After a decade steered by identity politics, reality television, and social media shame-busting campaigns (think: #FreeTheNipple), a renewed cultural appetite for mystery and modesty might make sense. So, for brands like Parade, who understand themselves as cutting edge, keeping up may mean mirroring and cultivating this attitude by moving completely offline.

It’s already happening. In early January, the luxury brand Bottega Veneta deleted all of its social media, an apparent PR move that valued absence over exposure. While Bottega is, obviously, opposite from Parade in both price point and sensibility, the brand has similarly garnered popularity among the moneyed Gen Z class, particularly since Daniel Lee (formerly of Celine) took over as creative director in 2019. The choice to move offline, then, suggests Bottega’s intent to distance itself from the larger influencer aesthetic, and may also point to a coming wave of so-strategized demand generation down-market.

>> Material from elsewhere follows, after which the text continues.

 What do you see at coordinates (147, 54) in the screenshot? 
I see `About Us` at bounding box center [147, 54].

Taken together, the future of Parade looks very different from what the initial discourse portends. Despite the brand doing all the right things (heralding the right causes, partnering with the right people), coolness somehow seems to elude it. Going forward, it will take a heightened level of cultural attunement, both in aesthetic texture and actual social mores, to keep the brand appealing—especially if it wants to continue to position itself as a “grassroots movement of radical”-ism.

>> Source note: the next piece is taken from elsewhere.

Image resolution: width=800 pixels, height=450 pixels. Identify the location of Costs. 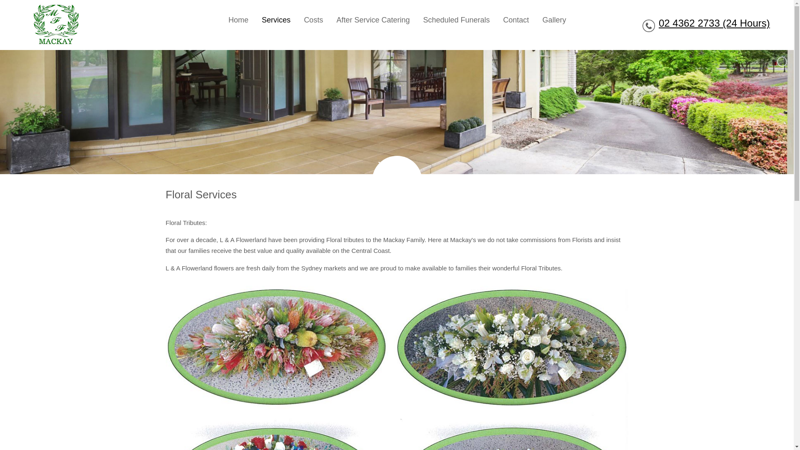
(313, 20).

As it stands, there isn’t much left to parse: Parade has quite literally shown its ass. While the brand’s genre of identity-driven exhibitionism may have been welcome in an earlier cultural moment that placed a premium on personal visibility, privacy is hot now. And so, it looks as if Parade has arrived late to its own game, touting a revolutionary ethical framework that has already been outmoded. Perhaps there is only one card left for Parade to play: re-seal the nudes and consider the idea that real seduction often blooms in obscurity.


Get to know Emma better: @emmagigabytes.